Tuesday, February 16, 2010

Not a happy fun reblog post: US Military Rape (Congress is finally investigating it!)

About flippin' time. I remember a year or two ago, DemocracyNow doing several hours on the subject. It's disgusting that we call our soldiers "heroes" but can't protect them from and respect them enough to stop rape from their own. Here's something Stowe Boyd reposted on his UnderpaidGenius.com:

via dekrazee1's posterous, BBC News - Women at war: Sexual violence in the US military

Congressional leaders, who have been holding hearings this month on sexual assault in the armed forces, say that more needs to be done to tackle what recent studies indicate is a widespread problem.

Once you have been raped in the military you are most likely to be raped over and over. - Congresswoman Loretta Sanchez

In 2003, in a survey of female veterans conducted by the University of Iowa, funded by the US Department of Defense, 30% of the 500 female veterans interviewed reported an attempted or completed rape.

Equally worryingly, the Department of Defense estimated in its 2009 annual report on sexual assault, that around 90% of rapes in the military are never reported.

Congresswoman Loretta Sanchez, who sits on the Military Personnel Subcommittee, successfully lobbied last year for the development of a Sexual Assault Database to encourage accountability within the Armed Forces.

%u201CThere are plenty of phone calls that come into my office of alleged assault of women by our military men,%u201D she says.

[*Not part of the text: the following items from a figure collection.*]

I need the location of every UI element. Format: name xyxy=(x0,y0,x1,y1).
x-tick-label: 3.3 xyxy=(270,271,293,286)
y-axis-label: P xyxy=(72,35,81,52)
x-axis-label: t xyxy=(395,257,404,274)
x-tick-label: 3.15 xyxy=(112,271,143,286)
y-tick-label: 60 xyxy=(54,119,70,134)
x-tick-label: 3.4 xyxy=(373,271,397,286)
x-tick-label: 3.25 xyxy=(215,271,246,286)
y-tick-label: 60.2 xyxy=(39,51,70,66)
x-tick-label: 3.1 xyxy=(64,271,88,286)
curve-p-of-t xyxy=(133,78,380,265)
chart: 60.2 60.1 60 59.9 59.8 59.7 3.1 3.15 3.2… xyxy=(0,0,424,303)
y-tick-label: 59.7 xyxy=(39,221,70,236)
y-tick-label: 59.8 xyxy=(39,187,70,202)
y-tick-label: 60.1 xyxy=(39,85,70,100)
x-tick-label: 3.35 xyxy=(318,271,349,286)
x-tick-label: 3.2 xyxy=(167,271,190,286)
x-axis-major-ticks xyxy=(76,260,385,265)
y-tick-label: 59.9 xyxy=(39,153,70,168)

%u201CThey are heartbreaking. Some women don%u2019t want to go public with it, some have gone public with it and they%u2019ve been drilled out of the military.

%u201CI%u2019m told that the statistics are that once you have been raped in the military you are most likely to be raped over and over.%u201D

She says that not enough prosecutions are happening and that while the Pentagon is taking it more seriously, big changes still need to be made.

%u201CWhy is it that when a woman alleges rape, the outcome shows that the man who supposedly did this was demoted or moved to another unit? I want to know why this is happening!%u201D

When I was a kid I was in Jr. ROTC. I can think of quite a few women who were under my command. I worry that some of them went on to serve in the actual military and had to suffer through this. If I had known what the rape statistics were back then I don't think *I* would have been so gung-ho about the military (especially since men get raped in the military, too).